Results: These results yield three primary insights. First, performance varied between textures, mirroring observations from McDermott and Simoncelli and aligning with the limitations discussed in the last section. Second, although TexDSP was not designed for precise reconstruction, some models unexpectedly outperformed their NoiseBandNet counterparts—even in metrics favoring reconstruction. Third, the metrics derived from our models appeared to align more closely with perceptual quality as judged informally. However, to substantiate this, a formal subjective listening test would be necessary—an evaluation left for future work.

Texture
Input
Resynthesis
Bubbles Model
Bubbles Model
Bubbles Model
Bubbles Model
Bubbles Model
Bubbles Model
Bubbles Model
Bubbles Model
Sound Examples 3.2. Resynthesis sounds using different TexDSP trained models.
3.6. TexDSP Timbre Transfer 🎧

A notable application of DDSP is timbre transfer, where a model trained on one timbre can be influenced by another sound. The original paper showcased this by transferring the timbre of a violin to a voice recording, using pitch and loudness as key factors. Our models can achieve similar results with textural sounds, although the process is more intricate. Unlike musical timbres, where pitch plays a central role, textural sounds lack such defining features, which makes the transfer more complex. Nevertheless, some compelling examples of this phenomenon are highlighted below.
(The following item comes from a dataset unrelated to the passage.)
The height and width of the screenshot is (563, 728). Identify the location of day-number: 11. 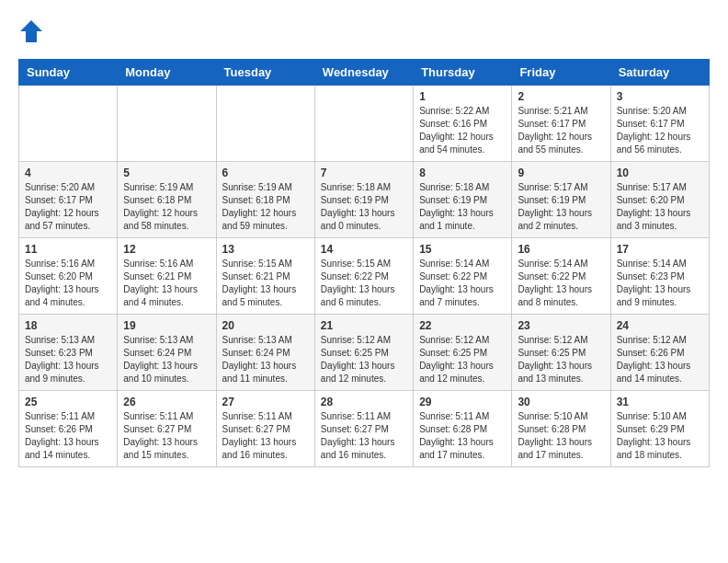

For more examples, see the link below.

Input Texture
Texture Model
Result
Wind
Bubbles Model
Bubbles
Bubbles Model
Fire
Bubbles Model
Sound Examples 3.3. Timbre transfer examples using different TexDSP trained models.
🎧 See more examples here
Legend:
  • 🎧 Sound examples included
  • 📊 Numerical experiments included
  • 📖 Theory included
  • 🚧 Still under construction

Acknowledgements

This work has been supported by the project “IA y Música: Cátedra en Inteligencia Artificial y Música (TSI-100929-2023-1)”, funded by the “Secretaría de Estado de Digitalización e Inteligencia Artificial and the Unión Europea-Next Generation EU”.